Binge-eating disorder is recurrent loss-of-control binges (≥1/week for ≥3 months) without compensatory behaviors, best treated with CBT-E first-line and lisdexamfetamine (or topiramate) for moderate-to-severe disease, alongside aggressive management of comorbid depression, obesity, and metabolic disease.

Diagnosis: DSM-5 clinical — binges + loss of control + 3 of 5 features + distress + NO compensation. Distinguish from bulimia (purging), anorexia binge/purge subtype (low weight), night-eating syndrome (awake, post-dinner), and sleep-related eating disorder (amnestic, zolpidem-linked).
Treatment: CBT-E is first-line; add lisdexamfetamine 50–70 mg/day (only FDA-approved drug for BED) or topiramate for moderate–severe disease. Pair with comorbidity care (MDD, T2DM, OSA). Combination therapy > monotherapy.
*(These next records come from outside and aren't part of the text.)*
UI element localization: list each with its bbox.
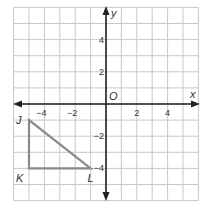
x-tick-label: 4 — [165, 108, 170, 118]
x-tick-label: −2 — [67, 108, 77, 118]
vertex-label-j: J — [15, 114, 22, 126]
coordinate-plane: x y O −4−22442−2−4 JKL — [0, 0, 207, 212]
y-tick-label: 4 — [99, 35, 104, 45]
x-axis-label: x — [189, 88, 196, 100]
y-tick-label: −2 — [94, 131, 104, 141]
origin-label: O — [109, 90, 118, 102]
x-axis-left-arrow-icon — [13, 101, 22, 108]
y-axis-label: y — [110, 7, 118, 19]
vertex-label-l: L — [88, 172, 94, 184]
y-tick-label: −4 — [94, 163, 104, 173]
vertex-labels: JKL — [15, 114, 94, 184]
y-axis-down-arrow-icon — [103, 192, 110, 201]
x-tick-label: 2 — [134, 108, 139, 118]
y-tick-label: 2 — [99, 67, 104, 77]
axes — [13, 6, 200, 201]
vertex-label-k: K — [16, 172, 24, 184]
x-tick-label: −4 — [36, 108, 46, 118]
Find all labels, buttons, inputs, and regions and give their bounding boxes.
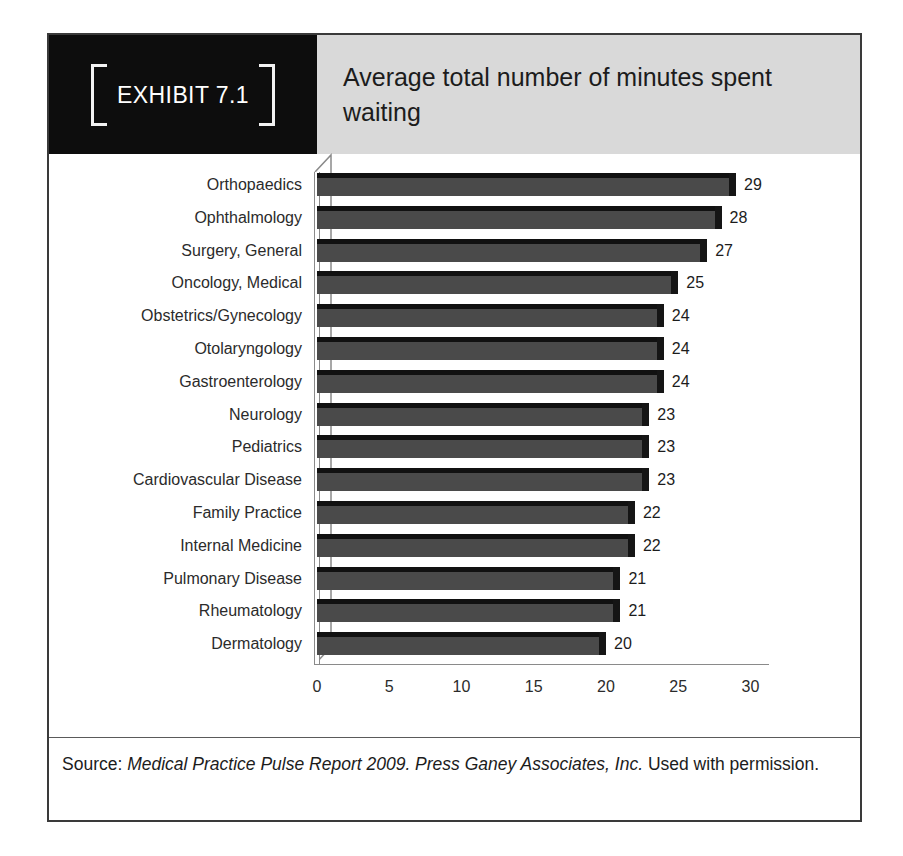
bar-row: 22	[317, 534, 695, 557]
category-label: Dermatology	[52, 636, 302, 652]
bar-value-label: 22	[643, 537, 661, 555]
bar-end-face	[642, 468, 649, 491]
bar-top-face	[317, 567, 620, 572]
bar	[317, 304, 664, 327]
bar	[317, 632, 606, 655]
bar-value-label: 29	[744, 176, 762, 194]
bar-top-face	[317, 304, 664, 309]
bar-row: 20	[317, 632, 666, 655]
x-axis-tick-label: 20	[597, 678, 615, 696]
exhibit-frame: EXHIBIT 7.1 Average total number of minu…	[47, 33, 862, 822]
bar	[317, 239, 707, 262]
x-axis-line	[314, 664, 769, 665]
bar-top-face	[317, 435, 649, 440]
bar	[317, 599, 620, 622]
bar-chart-plot: OrthopaedicsOphthalmologySurgery, Genera…	[49, 154, 860, 737]
bar-end-face	[613, 599, 620, 622]
bar	[317, 206, 722, 229]
source-citation: Medical Practice Pulse Report 2009. Pres…	[127, 754, 643, 774]
category-axis-labels: OrthopaedicsOphthalmologySurgery, Genera…	[52, 154, 302, 737]
exhibit-header: EXHIBIT 7.1 Average total number of minu…	[49, 35, 860, 154]
bar-end-face	[642, 403, 649, 426]
value-axis-ticks: 051015202530	[49, 678, 860, 708]
bar	[317, 567, 620, 590]
bar-row: 24	[317, 337, 724, 360]
bar	[317, 435, 649, 458]
bar-row: 22	[317, 501, 695, 524]
bar-top-face	[317, 632, 606, 637]
bar-value-label: 22	[643, 504, 661, 522]
exhibit-title: Average total number of minutes spent wa…	[343, 60, 773, 130]
exhibit-title-panel: Average total number of minutes spent wa…	[317, 35, 860, 154]
bar-value-label: 24	[672, 373, 690, 391]
bar-row: 23	[317, 435, 709, 458]
bar-row: 21	[317, 567, 680, 590]
category-label: Family Practice	[52, 505, 302, 521]
source-note: Source: Medical Practice Pulse Report 20…	[49, 737, 860, 778]
chart-area: OrthopaedicsOphthalmologySurgery, Genera…	[49, 154, 860, 737]
bar	[317, 271, 678, 294]
bar-value-label: 21	[628, 602, 646, 620]
bar-end-face	[700, 239, 707, 262]
category-label: Neurology	[52, 407, 302, 423]
bar-top-face	[317, 239, 707, 244]
bar-end-face	[671, 271, 678, 294]
bar-row: 28	[317, 206, 782, 229]
category-label: Pulmonary Disease	[52, 571, 302, 587]
bar-value-label: 20	[614, 635, 632, 653]
bar-end-face	[657, 370, 664, 393]
category-label: Orthopaedics	[52, 177, 302, 193]
bar-value-label: 25	[686, 274, 704, 292]
bar-top-face	[317, 271, 678, 276]
bar-row: 21	[317, 599, 680, 622]
category-label: Ophthalmology	[52, 210, 302, 226]
bar-end-face	[599, 632, 606, 655]
bar-top-face	[317, 370, 664, 375]
category-label: Oncology, Medical	[52, 275, 302, 291]
bar-row: 25	[317, 271, 738, 294]
x-axis-tick-label: 10	[453, 678, 471, 696]
bar-value-label: 27	[715, 242, 733, 260]
x-axis-tick-label: 30	[742, 678, 760, 696]
x-axis-tick-label: 25	[669, 678, 687, 696]
bar	[317, 370, 664, 393]
bar-end-face	[628, 501, 635, 524]
left-bracket-icon	[91, 64, 107, 126]
right-bracket-icon	[259, 64, 275, 126]
exhibit-badge: EXHIBIT 7.1	[49, 35, 317, 154]
bar-end-face	[657, 304, 664, 327]
bar	[317, 501, 635, 524]
category-label: Gastroenterology	[52, 374, 302, 390]
bar-row: 24	[317, 370, 724, 393]
bar	[317, 173, 736, 196]
category-label: Internal Medicine	[52, 538, 302, 554]
bar-top-face	[317, 337, 664, 342]
bar-row: 29	[317, 173, 796, 196]
bar-value-label: 28	[730, 209, 748, 227]
bar	[317, 534, 635, 557]
exhibit-number-label: EXHIBIT 7.1	[117, 82, 249, 108]
bar-end-face	[628, 534, 635, 557]
category-label: Rheumatology	[52, 603, 302, 619]
bar-top-face	[317, 599, 620, 604]
category-label: Obstetrics/Gynecology	[52, 308, 302, 324]
bar-row: 23	[317, 468, 709, 491]
source-prefix: Source:	[62, 754, 127, 774]
bar-row: 23	[317, 403, 709, 426]
bar-top-face	[317, 403, 649, 408]
bar-top-face	[317, 534, 635, 539]
bar-top-face	[317, 468, 649, 473]
bar-value-label: 24	[672, 307, 690, 325]
bar-value-label: 23	[657, 406, 675, 424]
bar-row: 24	[317, 304, 724, 327]
bar-value-label: 23	[657, 471, 675, 489]
bar-top-face	[317, 206, 722, 211]
bar-end-face	[642, 435, 649, 458]
category-label: Pediatrics	[52, 439, 302, 455]
source-suffix: Used with permission.	[643, 754, 819, 774]
bar-value-label: 21	[628, 570, 646, 588]
category-label: Surgery, General	[52, 243, 302, 259]
x-axis-tick-label: 5	[385, 678, 394, 696]
bar	[317, 468, 649, 491]
bar-value-label: 24	[672, 340, 690, 358]
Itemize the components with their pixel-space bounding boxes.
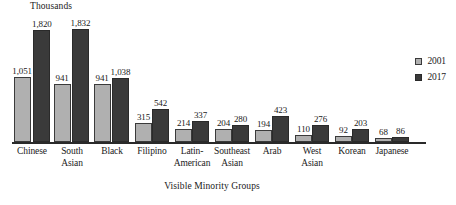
x-tick-label: Black	[92, 146, 132, 169]
x-tick-label-line: South	[52, 146, 92, 158]
bar-group: 110276	[292, 18, 332, 142]
bar-item: 1,832	[71, 18, 91, 142]
x-tick-label-line: Asian	[212, 158, 252, 170]
bar-group: 315542	[132, 18, 172, 142]
x-tick-label: Filipino	[132, 146, 172, 169]
x-tick-label: Arab	[252, 146, 292, 169]
bar-value-label: 203	[354, 118, 367, 128]
bar-group: 9411,038	[92, 18, 132, 142]
bar-group: 92203	[332, 18, 372, 142]
bar-item: 92	[335, 18, 352, 142]
bar-value-label: 68	[379, 127, 388, 137]
legend-swatch-icon	[415, 58, 422, 65]
bar-value-label: 280	[234, 114, 247, 124]
x-tick-label-line: Southeast	[212, 146, 252, 158]
bar-2017-southeast-asian	[232, 125, 249, 142]
x-axis-title: Visible Minority Groups	[12, 181, 412, 191]
bar-value-label: 423	[274, 105, 287, 115]
bar-item: 86	[392, 18, 409, 142]
x-tick-label: SoutheastAsian	[212, 146, 252, 169]
legend-swatch-icon	[415, 74, 422, 81]
x-tick-label-line: Black	[92, 146, 132, 158]
x-tick-label: WestAsian	[292, 146, 332, 169]
bar-item: 941	[54, 18, 71, 142]
bar-2017-black	[112, 78, 129, 142]
bar-group: 6886	[372, 18, 412, 142]
bar-value-label: 315	[137, 112, 150, 122]
bar-item: 204	[215, 18, 232, 142]
bar-group: 214337	[172, 18, 212, 142]
bar-item: 1,820	[32, 18, 52, 142]
bar-group: 194423	[252, 18, 292, 142]
bar-group: 9411,832	[52, 18, 92, 142]
x-axis-tick-labels: ChineseSouthAsianBlackFilipinoLatin-Amer…	[12, 146, 412, 169]
x-tick-label-line: Arab	[252, 146, 292, 158]
bar-2001-southeast-asian	[215, 129, 232, 142]
bar-item: 941	[94, 18, 111, 142]
bar-2001-filipino	[135, 123, 152, 142]
x-tick-label-line: Latin-	[172, 146, 212, 158]
bar-item: 194	[255, 18, 272, 142]
bar-2017-korean	[352, 129, 369, 142]
bar-2001-latin-american	[175, 129, 192, 142]
bar-item: 337	[192, 18, 209, 142]
x-tick-label-line: American	[172, 158, 212, 170]
x-tick-label-line: Asian	[292, 158, 332, 170]
x-tick-label-line: Korean	[332, 146, 372, 158]
bar-2001-black	[94, 84, 111, 142]
x-tick-label-line: Chinese	[12, 146, 52, 158]
bar-item: 203	[352, 18, 369, 142]
bar-2017-arab	[272, 116, 289, 142]
bar-2017-latin-american	[192, 121, 209, 142]
bar-value-label: 1,832	[71, 18, 91, 28]
bar-2017-chinese	[33, 30, 50, 142]
visible-minority-bar-chart: Thousands 1,0511,8209411,8329411,0383155…	[0, 0, 456, 205]
bar-value-label: 941	[96, 73, 109, 83]
bar-item: 110	[295, 18, 312, 142]
bar-value-label: 92	[339, 125, 348, 135]
x-tick-label: SouthAsian	[52, 146, 92, 169]
bar-value-label: 1,820	[32, 19, 52, 29]
x-tick-label-line: Filipino	[132, 146, 172, 158]
plot-area: 1,0511,8209411,8329411,03831554221433720…	[12, 18, 412, 142]
bar-group: 204280	[212, 18, 252, 142]
bar-item: 1,038	[111, 18, 131, 142]
bar-value-label: 214	[177, 118, 190, 128]
bar-item: 315	[135, 18, 152, 142]
bar-value-label: 941	[56, 73, 69, 83]
x-tick-label-line: Japanese	[372, 146, 412, 158]
bar-value-label: 276	[314, 114, 327, 124]
bar-2001-chinese	[14, 77, 31, 142]
bar-item: 276	[312, 18, 329, 142]
unit-label: Thousands	[30, 1, 72, 11]
bar-2017-west-asian	[312, 125, 329, 142]
legend-item-2017[interactable]: 2017	[415, 72, 446, 82]
bar-group: 1,0511,820	[12, 18, 52, 142]
bar-value-label: 194	[257, 119, 270, 129]
legend-label: 2001	[427, 56, 446, 66]
bar-2001-west-asian	[295, 135, 312, 142]
bar-2017-filipino	[152, 109, 169, 142]
bar-groups: 1,0511,8209411,8329411,03831554221433720…	[12, 18, 412, 142]
legend-item-2001[interactable]: 2001	[415, 56, 446, 66]
bar-item: 68	[375, 18, 392, 142]
bar-value-label: 110	[297, 124, 310, 134]
bar-item: 1,051	[12, 18, 32, 142]
x-tick-label: Chinese	[12, 146, 52, 169]
bar-value-label: 86	[396, 126, 405, 136]
bar-value-label: 542	[154, 98, 167, 108]
bar-2017-south-asian	[72, 29, 89, 142]
x-tick-label: Japanese	[372, 146, 412, 169]
bar-2001-arab	[255, 130, 272, 142]
x-tick-label: Latin-American	[172, 146, 212, 169]
bar-2001-south-asian	[54, 84, 71, 142]
bar-item: 423	[272, 18, 289, 142]
bar-value-label: 1,038	[111, 67, 131, 77]
bar-value-label: 204	[217, 118, 230, 128]
bar-item: 280	[232, 18, 249, 142]
bar-value-label: 337	[194, 110, 207, 120]
x-axis-line	[12, 142, 426, 144]
x-tick-label: Korean	[332, 146, 372, 169]
legend-label: 2017	[427, 72, 446, 82]
legend: 20012017	[415, 56, 446, 82]
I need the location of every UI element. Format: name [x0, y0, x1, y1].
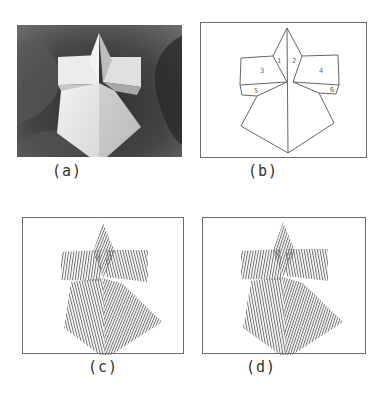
face-label-2: 2 — [292, 57, 296, 65]
face-label-3: 3 — [260, 67, 264, 75]
photo-image — [17, 25, 182, 157]
caption-a: (a) — [52, 162, 82, 180]
caption-c: (c) — [88, 358, 118, 376]
stripe-image — [23, 218, 185, 355]
face-label-5: 5 — [254, 87, 258, 95]
caption-b: (b) — [248, 162, 278, 180]
caption-d: (d) — [246, 358, 276, 376]
panel-c — [22, 217, 184, 354]
face-label-1: 1 — [277, 57, 281, 65]
face-label-4: 4 — [319, 67, 323, 75]
panel-b: 1 2 3 4 5 6 — [200, 22, 367, 158]
panel-d — [202, 217, 366, 354]
panel-a — [17, 25, 182, 157]
line-drawing: 1 2 3 4 5 6 — [201, 23, 368, 159]
stripe-image — [203, 218, 367, 355]
face-label-6: 6 — [330, 86, 334, 94]
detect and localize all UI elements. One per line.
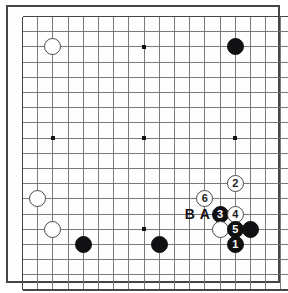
black-stone-move-1[interactable]: 1 [227,236,244,253]
star-point [51,136,55,140]
black-stone-right-edge[interactable] [242,221,259,238]
black-stone-bottom-left[interactable] [75,236,92,253]
white-stone-move-2[interactable]: 2 [227,175,244,192]
black-stone-bottom-center[interactable] [151,236,168,253]
star-point [142,45,146,49]
go-board-container: BA 263451 [0,0,288,293]
star-point [142,227,146,231]
marker-letter-a[interactable]: A [197,206,213,222]
star-point [233,136,237,140]
star-point [142,136,146,140]
marker-letter-b[interactable]: B [182,206,198,222]
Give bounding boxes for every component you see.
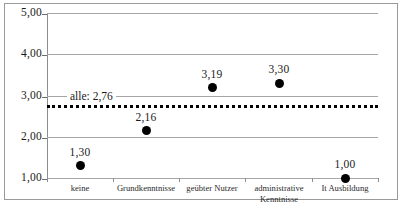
ytick-label-4: 4,00 bbox=[0, 48, 42, 59]
xtick-label-geuebter-nutzer: geübter Nutzer bbox=[175, 183, 249, 194]
reference-line-mean bbox=[47, 105, 378, 108]
xtick-mark bbox=[113, 178, 114, 182]
ytick-mark-3 bbox=[42, 97, 47, 98]
data-point-label: 2,16 bbox=[136, 111, 157, 123]
gridline-1 bbox=[47, 178, 378, 179]
gridline-2 bbox=[47, 137, 378, 138]
ytick-mark-2 bbox=[42, 138, 47, 139]
gridline-5 bbox=[47, 13, 378, 14]
data-point-marker[interactable] bbox=[142, 126, 151, 135]
data-point-marker[interactable] bbox=[76, 161, 85, 170]
reference-line-label: alle: 2,76 bbox=[67, 90, 116, 102]
ytick-mark-4 bbox=[42, 55, 47, 56]
data-point-label: 3,19 bbox=[202, 68, 223, 80]
xtick-label-grundkenntnisse: Grundkenntnisse bbox=[109, 183, 183, 194]
ytick-label-1: 1,00 bbox=[0, 172, 42, 183]
ytick-label-5: 5,00 bbox=[0, 7, 42, 18]
data-point-marker[interactable] bbox=[208, 83, 217, 92]
data-point-label: 3,30 bbox=[269, 63, 290, 75]
xtick-mark bbox=[179, 178, 180, 182]
data-point-marker[interactable] bbox=[341, 174, 350, 183]
plot-area: alle: 2,76 1,30 2,16 3,19 3,30 1,00 bbox=[47, 13, 378, 178]
xtick-label-administrative-kenntnisse: administrative Kenntnisse bbox=[242, 183, 316, 204]
xtick-label-it-ausbildung: It Ausbildung bbox=[308, 183, 382, 194]
xtick-label-keine: keine bbox=[43, 183, 117, 194]
xtick-mark bbox=[378, 178, 379, 182]
gridline-4 bbox=[47, 54, 378, 55]
ytick-label-3: 3,00 bbox=[0, 90, 42, 101]
xtick-mark bbox=[312, 178, 313, 182]
ytick-label-2: 2,00 bbox=[0, 131, 42, 142]
data-point-label: 1,00 bbox=[335, 158, 356, 170]
xtick-mark bbox=[245, 178, 246, 182]
xtick-mark bbox=[47, 178, 48, 182]
chart-figure: 5,00 4,00 3,00 2,00 1,00 alle: 2,76 bbox=[0, 0, 402, 211]
data-point-label: 1,30 bbox=[70, 146, 91, 158]
ytick-mark-5 bbox=[42, 14, 47, 15]
data-point-marker[interactable] bbox=[275, 79, 284, 88]
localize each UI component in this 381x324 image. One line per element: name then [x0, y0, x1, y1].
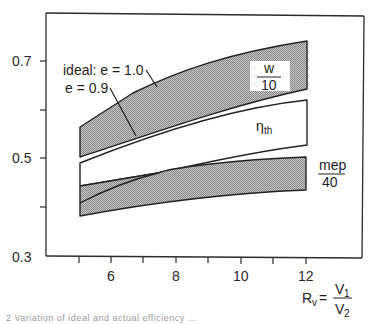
y-tick-label: 0.3 — [12, 249, 32, 265]
rv-subscript: v — [312, 297, 317, 308]
figure-caption: 2 Variation of ideal and actual efficien… — [6, 313, 197, 323]
x-axis-labels: 6 8 10 12 — [107, 268, 314, 284]
y-axis-labels: 0.7 0.5 0.3 — [12, 53, 32, 265]
v1-subscript: 1 — [344, 288, 350, 299]
mep-label: mep 40 — [318, 157, 346, 190]
x-tick-label: 10 — [233, 268, 249, 284]
x-axis-title: R v = V 1 V 2 — [302, 281, 352, 319]
mep-numerator: mep — [319, 157, 346, 173]
rv-equals: = — [319, 290, 327, 306]
x-tick-label: 8 — [172, 268, 180, 284]
ideal-label: ideal: e = 1.0 — [63, 62, 144, 78]
rv-symbol: R — [302, 290, 312, 306]
e09-label: e = 0.9 — [65, 80, 108, 96]
eta-symbol: η — [256, 118, 264, 134]
v2-subscript: 2 — [344, 308, 350, 319]
x-tick-label: 6 — [107, 268, 115, 284]
eta-subscript: th — [264, 125, 272, 136]
x-tick-label: 12 — [298, 268, 314, 284]
y-tick-label: 0.7 — [12, 53, 32, 69]
y-axis-ticks — [40, 61, 46, 207]
y-tick-label: 0.5 — [12, 150, 32, 166]
mep-denominator: 40 — [322, 174, 338, 190]
efficiency-chart: 0.7 0.5 0.3 6 8 10 12 w 10 η th — [0, 0, 381, 324]
w-label: w 10 — [250, 60, 290, 93]
w-numerator: w — [263, 60, 275, 76]
w-denominator: 10 — [261, 77, 277, 93]
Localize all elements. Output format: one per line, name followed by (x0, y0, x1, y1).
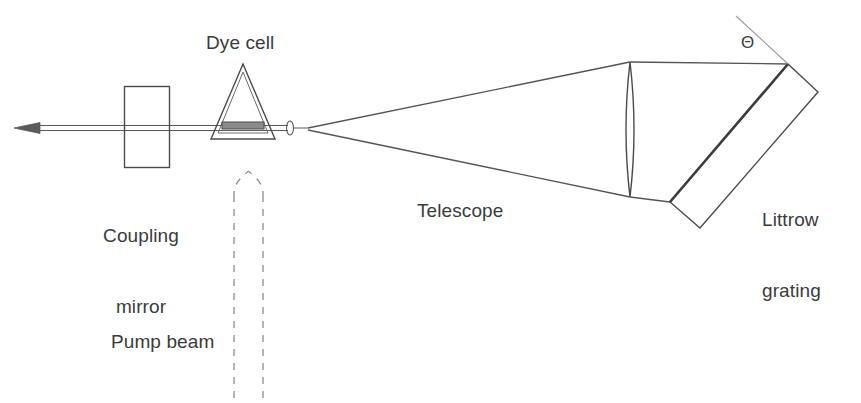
telescope-beam-upper-edge (308, 62, 630, 128)
littrow-grating-label-line2: grating (762, 279, 858, 303)
dye-cell-label: Dye cell (206, 31, 274, 55)
pump-beam-arrow-right-barb (249, 171, 264, 198)
littrow-grating-label-line1: Littrow (762, 208, 858, 232)
output-beam-arrowhead (14, 123, 40, 134)
telescope-beam-lower-edge (308, 130, 630, 197)
dye-cell-group (211, 64, 275, 139)
coupling-mirror-label-line1: Coupling (86, 224, 196, 248)
collimated-beam-lower-edge (630, 197, 670, 202)
pump-beam-label: Pump beam (111, 330, 214, 354)
telescope-lens (626, 62, 634, 197)
waist-lens-ellipse (287, 121, 294, 135)
pump-beam-arrow-left-barb (234, 171, 249, 198)
coupling-mirror-label-line2: mirror (86, 295, 196, 319)
telescope-group (287, 62, 789, 202)
dye-cell-active-medium (222, 122, 264, 129)
optical-diagram-figure: Dye cell Coupling mirror Pump beam Teles… (0, 0, 861, 403)
pump-beam-group (234, 171, 263, 398)
telescope-label: Telescope (417, 199, 503, 223)
theta-angle-label: Θ (741, 32, 754, 53)
littrow-grating-label: Littrow grating (762, 160, 858, 350)
coupling-mirror-shape (125, 87, 170, 168)
collimated-beam-upper-edge (630, 62, 788, 64)
beam-waist-element (287, 121, 309, 135)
Safety: Pre-stimulant workup = ECG, BP, structural heart disease and family sudden-death screen, bipolar screen, PDMP, controlled-substance agreement. Topiramate = teratogen (cleft palate) → contraception counseling. Always screen suicidality (PHQ-9).
Step 3 management: Treat BED before bariatric surgery; schedule outpatient follow-up within 7 days of any higher-level-of-care discharge; continue effective pharmacotherapy 6–12+ months post-remission with CBT boosters to mitigate the ~50% one-year relapse rate.
Board pearl: Memorize the FDA triad — lisdexamfetamine for BED, fluoxetine 60 mg for bulimia, nothing approved for anorexia (olanzapine off-label). This single fact answers a disproportionate share of eating-disorder pharmacotherapy questions on Step 3.